Whatever virtues this place may hold are no longer possible to glean. (This is the rather cynical thought you have as you return to the car.) They have been robbed by their own popularity. You check your watch as you get inside to find you only managed thirty-five minutes.
The next and last day of your trip to the Cotswolds begins with a final walk around the farm and woodlands. You say goodbye to the friendly animals, then pack up and hit the road.
You spend hours at the Cotswold Wildlife Park (much longer than you expected to), before stopping into Burford for food and to look around the Mad Hatter Bookshop, where you buy The Years by Annie Ernaux and The News from Dublin, Colm Tóibín’s latest. Colm is one of those writers whose work you haven’t read a ton, but you just enjoy hearing him speak. For a big, looming fellow, he has a soft, whispery voice and, with that euphonious Irish lilt, you can listen to him talk about books, the craft, other writers, endlessly.
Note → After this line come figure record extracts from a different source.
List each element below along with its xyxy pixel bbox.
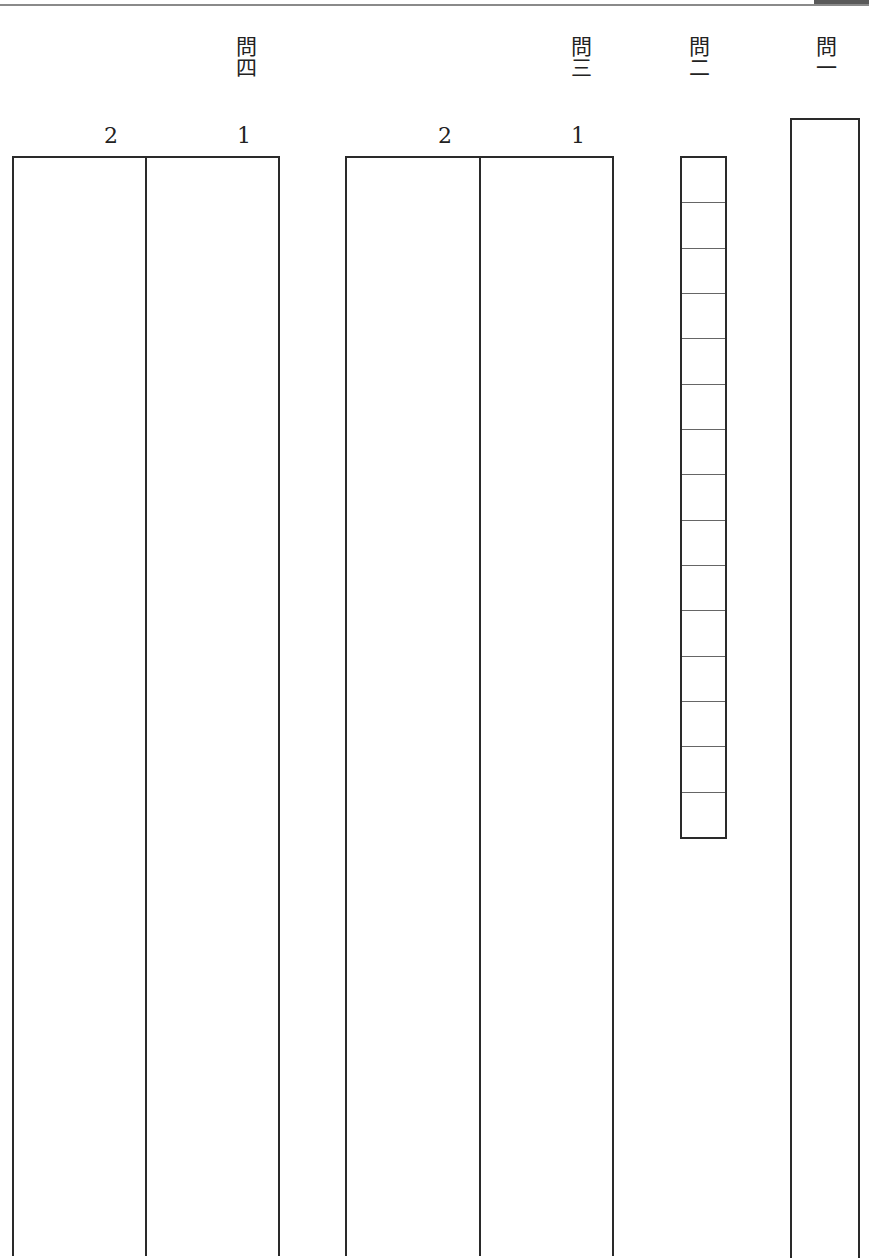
top-rule: [0, 4, 869, 6]
question-4-sub-label-1: 1: [232, 124, 256, 148]
question-1-label: 問一: [812, 36, 836, 78]
grid-cell-14[interactable]: [682, 747, 725, 792]
question-3-sub-label-2: 2: [433, 124, 457, 148]
question-2-label: 問二: [685, 36, 709, 78]
question-4-answer-2[interactable]: [14, 158, 145, 1256]
grid-cell-12[interactable]: [682, 657, 725, 702]
question-3-sub-label-1: 1: [566, 124, 590, 148]
question-2-character-grid: [680, 156, 727, 839]
grid-cell-1[interactable]: [682, 158, 725, 203]
question-4-label: 問四: [232, 36, 256, 78]
question-3-label: 問三: [567, 36, 591, 78]
grid-cell-2[interactable]: [682, 203, 725, 248]
question-3-answer-1[interactable]: [481, 158, 612, 1256]
question-4-sub-label-2: 2: [99, 124, 123, 148]
grid-cell-6[interactable]: [682, 385, 725, 430]
grid-cell-5[interactable]: [682, 339, 725, 384]
grid-cell-8[interactable]: [682, 475, 725, 520]
grid-cell-9[interactable]: [682, 521, 725, 566]
grid-cell-7[interactable]: [682, 430, 725, 475]
grid-cell-15[interactable]: [682, 793, 725, 837]
grid-cell-3[interactable]: [682, 249, 725, 294]
question-4-answer-1[interactable]: [147, 158, 278, 1256]
grid-cell-13[interactable]: [682, 702, 725, 747]
question-1-answer-box[interactable]: [790, 118, 860, 1258]
question-3-answer-box: [345, 156, 614, 1256]
grid-cell-10[interactable]: [682, 566, 725, 611]
grid-cell-11[interactable]: [682, 611, 725, 656]
question-3-answer-2[interactable]: [347, 158, 479, 1256]
grid-cell-4[interactable]: [682, 294, 725, 339]
question-4-answer-box: [12, 156, 280, 1256]
corner-tab: [814, 0, 869, 4]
Before returning home, you head back to Stroud to visit its eponymous bookshop, which you missed on the journey in. Not wanting to break the streak of purchasing at least one book from each shop you visit, you come across a Karl Ove Knausgaard book you hadn’t heard of before, A Time For Everything, which makes it into your tote bag, along with The Land in Winter by Andrew Miller.
Thirteen Books.
Perhaps even more so, bountiful with mini-miracles as they are: where eggs are transformed into pickled eggs; where our saveloy was battered and crucifried for our dins. Praise Cod!
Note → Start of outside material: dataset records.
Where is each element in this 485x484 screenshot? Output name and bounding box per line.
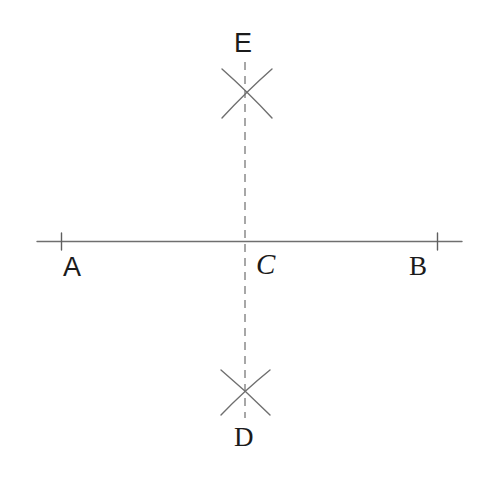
point-label-b: B <box>409 253 427 280</box>
point-label-c: C <box>256 250 275 279</box>
point-label-e: E <box>234 30 252 57</box>
diagram-svg <box>0 0 485 484</box>
point-label-d: D <box>234 424 254 451</box>
point-label-a: A <box>63 254 81 281</box>
arc-cross-mark-e <box>222 69 272 118</box>
geometry-diagram: E C A B D <box>0 0 485 484</box>
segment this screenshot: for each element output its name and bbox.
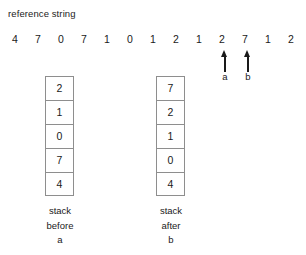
caption-line: stack bbox=[10, 204, 110, 219]
reference-string-value: 4 bbox=[8, 31, 22, 47]
stack-before-a: 2 1 0 7 4 bbox=[45, 76, 74, 196]
up-arrow-icon bbox=[219, 50, 231, 72]
caption-line: b bbox=[121, 233, 221, 248]
reference-string-value: 1 bbox=[192, 31, 206, 47]
stack-cell: 1 bbox=[45, 100, 74, 124]
reference-string-row: 4 7 0 7 1 0 1 2 1 2 7 1 2 bbox=[8, 31, 298, 47]
stack-cell: 7 bbox=[156, 76, 185, 100]
stack-after-b-caption: stack after b bbox=[121, 204, 221, 248]
stack-cell: 2 bbox=[45, 76, 74, 100]
lru-stack-figure: reference string 4 7 0 7 1 0 1 2 1 2 7 1… bbox=[0, 0, 306, 255]
reference-string-value: 1 bbox=[100, 31, 114, 47]
reference-string-value: 7 bbox=[77, 31, 91, 47]
reference-string-value: 2 bbox=[169, 31, 183, 47]
arrow-shaft bbox=[247, 55, 249, 72]
reference-string-value: 1 bbox=[261, 31, 275, 47]
caption-line: a bbox=[10, 233, 110, 248]
stack-cell: 2 bbox=[156, 100, 185, 124]
marker-label-b: b bbox=[241, 71, 255, 83]
reference-string-value: 7 bbox=[31, 31, 45, 47]
reference-string-value: 1 bbox=[146, 31, 160, 47]
stack-before-a-caption: stack before a bbox=[10, 204, 110, 248]
stack-cell: 4 bbox=[45, 172, 74, 196]
caption-line: after bbox=[121, 219, 221, 234]
reference-string-value: 0 bbox=[123, 31, 137, 47]
stack-after-b: 7 2 1 0 4 bbox=[156, 76, 185, 196]
stack-cell: 1 bbox=[156, 124, 185, 148]
stack-cell: 7 bbox=[45, 148, 74, 172]
arrow-shaft bbox=[224, 55, 226, 72]
stack-cell: 0 bbox=[156, 148, 185, 172]
reference-string-value: 0 bbox=[54, 31, 68, 47]
caption-line: before bbox=[10, 219, 110, 234]
marker-label-a: a bbox=[218, 71, 232, 83]
reference-string-value: 2 bbox=[215, 31, 229, 47]
up-arrow-icon bbox=[242, 50, 254, 72]
reference-string-title: reference string bbox=[8, 8, 76, 19]
reference-string-value: 2 bbox=[284, 31, 298, 47]
stack-cell: 0 bbox=[45, 124, 74, 148]
stack-cell: 4 bbox=[156, 172, 185, 196]
reference-string-value: 7 bbox=[238, 31, 252, 47]
caption-line: stack bbox=[121, 204, 221, 219]
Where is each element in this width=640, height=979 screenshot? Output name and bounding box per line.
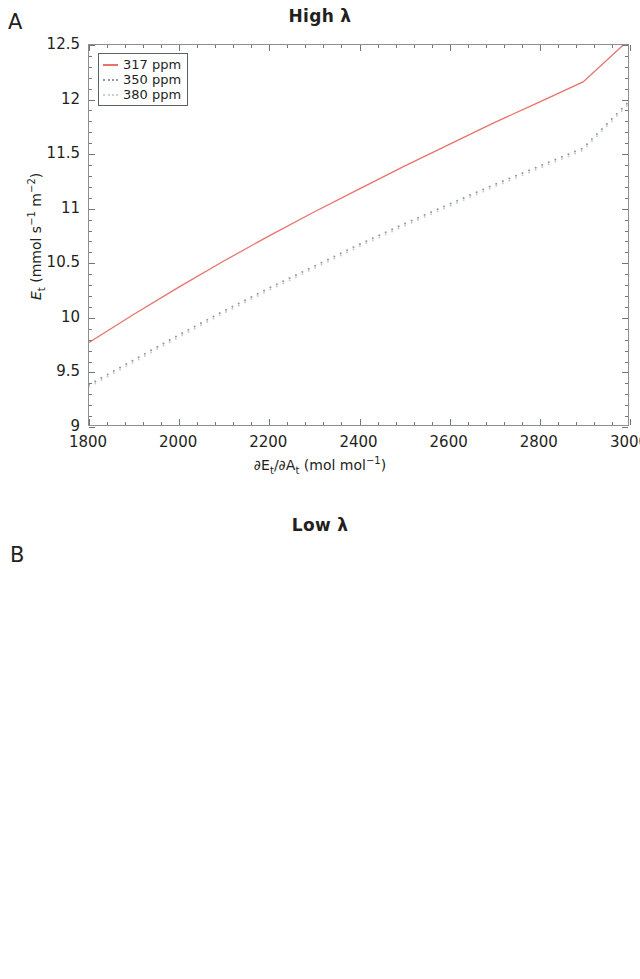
y-tick (622, 154, 628, 155)
x-tick-minor (414, 422, 415, 425)
x-tick-minor (215, 45, 216, 48)
y-tick-minor (625, 340, 628, 341)
x-tick-minor (558, 45, 559, 48)
legend-item: 317 ppm (102, 57, 181, 72)
y-tick-minor (89, 89, 92, 90)
y-tick-minor (625, 329, 628, 330)
y-tick-minor (89, 231, 92, 232)
x-tick (540, 45, 541, 51)
x-tick-minor (287, 422, 288, 425)
x-tick-minor (396, 422, 397, 425)
y-tick (89, 45, 95, 46)
x-tick-label: 2400 (339, 433, 377, 451)
panel-a-x-axis-title: ∂Et/∂At (mol mol−1) (0, 455, 640, 475)
x-tick-minor (341, 45, 342, 48)
y-tick-minor (625, 252, 628, 253)
x-tick-minor (522, 45, 523, 48)
x-tick-minor (468, 45, 469, 48)
y-tick-minor (89, 394, 92, 395)
x-tick-minor (161, 422, 162, 425)
y-tick (622, 318, 628, 319)
x-tick-minor (305, 422, 306, 425)
y-tick-label: 12 (30, 90, 80, 108)
x-tick-minor (612, 45, 613, 48)
y-tick-minor (89, 362, 92, 363)
y-tick-minor (625, 220, 628, 221)
y-tick-minor (89, 176, 92, 177)
y-tick-minor (89, 220, 92, 221)
x-tick-minor (323, 422, 324, 425)
x-tick-minor (197, 45, 198, 48)
x-tick-minor (341, 422, 342, 425)
panel-b-title: Low λ (0, 515, 640, 535)
y-tick-minor (625, 274, 628, 275)
x-tick (540, 419, 541, 425)
y-tick (89, 427, 95, 428)
y-tick (89, 318, 95, 319)
y-tick-minor (625, 296, 628, 297)
panel-a-y-axis-title: Et (mmol s−1 m−2) (26, 173, 46, 300)
x-tick-minor (612, 422, 613, 425)
y-tick (622, 372, 628, 373)
x-tick-minor (504, 422, 505, 425)
x-tick-minor (143, 422, 144, 425)
x-tick-minor (378, 45, 379, 48)
y-tick (622, 427, 628, 428)
y-tick (89, 154, 95, 155)
y-tick-minor (89, 416, 92, 417)
y-tick-minor (625, 351, 628, 352)
legend-label: 380 ppm (123, 87, 181, 102)
x-tick-minor (486, 422, 487, 425)
x-tick (89, 419, 90, 425)
x-tick-minor (251, 45, 252, 48)
panel-a: A High λ 317 ppm 350 ppm 380 ppm 1800200… (0, 0, 640, 495)
y-tick-minor (89, 121, 92, 122)
panel-a-title: High λ (0, 6, 640, 26)
y-tick-minor (625, 394, 628, 395)
y-tick (622, 209, 628, 210)
y-tick-label: 12.5 (30, 35, 80, 53)
x-tick-minor (432, 45, 433, 48)
x-tick-minor (287, 45, 288, 48)
x-tick (450, 419, 451, 425)
y-tick-minor (625, 187, 628, 188)
x-tick-minor (576, 422, 577, 425)
panel-a-legend: 317 ppm 350 ppm 380 ppm (98, 53, 188, 106)
x-tick-minor (396, 45, 397, 48)
y-tick-label: 9.5 (30, 362, 80, 380)
legend-label: 350 ppm (123, 72, 181, 87)
y-tick-minor (625, 285, 628, 286)
panel-b: B Low λ 317 ppm 350 ppm 380 ppm 25030035… (0, 495, 640, 979)
y-tick (89, 372, 95, 373)
legend-line-swatch-317 (102, 59, 119, 70)
y-tick-minor (625, 132, 628, 133)
y-tick-minor (89, 340, 92, 341)
x-tick (269, 45, 270, 51)
x-tick-minor (378, 422, 379, 425)
x-tick-minor (125, 422, 126, 425)
y-tick-minor (625, 416, 628, 417)
legend-item: 380 ppm (102, 87, 181, 102)
y-tick (622, 100, 628, 101)
y-tick-minor (89, 285, 92, 286)
y-tick-minor (89, 329, 92, 330)
x-tick-minor (432, 422, 433, 425)
x-tick (360, 419, 361, 425)
y-tick-minor (89, 252, 92, 253)
y-tick-minor (89, 383, 92, 384)
x-tick-minor (576, 45, 577, 48)
y-tick-minor (89, 78, 92, 79)
x-tick-label: 2600 (430, 433, 468, 451)
y-tick-minor (89, 296, 92, 297)
x-tick-label: 3000 (610, 433, 640, 451)
y-tick-minor (625, 78, 628, 79)
y-tick-minor (625, 307, 628, 308)
x-tick (630, 45, 631, 51)
y-tick-minor (625, 362, 628, 363)
y-tick-minor (625, 241, 628, 242)
x-tick-minor (143, 45, 144, 48)
x-tick-minor (251, 422, 252, 425)
x-tick-minor (414, 45, 415, 48)
y-tick-minor (89, 67, 92, 68)
x-tick-minor (504, 45, 505, 48)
There was a video game called Eternal Darkness: Sanity’s Requiem for the Nintendo GameCube you loved and played over and over again. In it, playable characters had a “sanity meter”, which depleted each time they encountered disturbing, inhuman aberrations. This meter had to be replenished frequently using magical incantations for, if it were allowed to drop too low, your character would go insane, seeing and hearing all manner of unsettling things, which would not only terrify them (and you) but also begin to impact their physical health.
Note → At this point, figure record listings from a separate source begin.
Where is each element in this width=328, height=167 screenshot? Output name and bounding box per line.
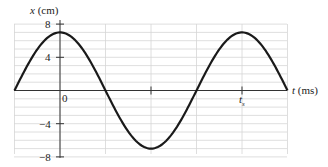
- period-tick-label: ts: [239, 94, 245, 108]
- y-tick-label-neg4: −4: [39, 119, 51, 130]
- origin-label: 0: [62, 93, 68, 104]
- y-tick-label-neg8: −8: [39, 152, 51, 163]
- y-axis-label: x (cm): [30, 5, 58, 16]
- x-axis-label: t (ms): [292, 85, 318, 96]
- y-tick-label-4: 4: [45, 52, 51, 63]
- y-tick-label-8: 8: [45, 19, 51, 30]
The real world, you think, isn’t really that much different. Sure, there are no rotting, undead beasts with a single-minded desire to make those living, not, but there is so much rudeness, selfishness and callousness abound that, with prolonged exposure to it, your own sanity meter needs an occasional topping-up. There are unfortunately no magical incantations that work for you, and while whisky is a swift and effective solution, it’s not really something you’d want to rely on long term. The best melioration is an escape: to a place, preferably, whose main architect was Mother Nature herself.
As you write this, you receive a call from an unknown number. You decide to answer it for some reason. The caller asks if you just called them. You say no, and then they just hang up on you.
The collective “you” for you cannot drive.
The code for the key—for you always opt for self check-in—is 1984, which must, surely, be a wry wink from some benevolent spirit.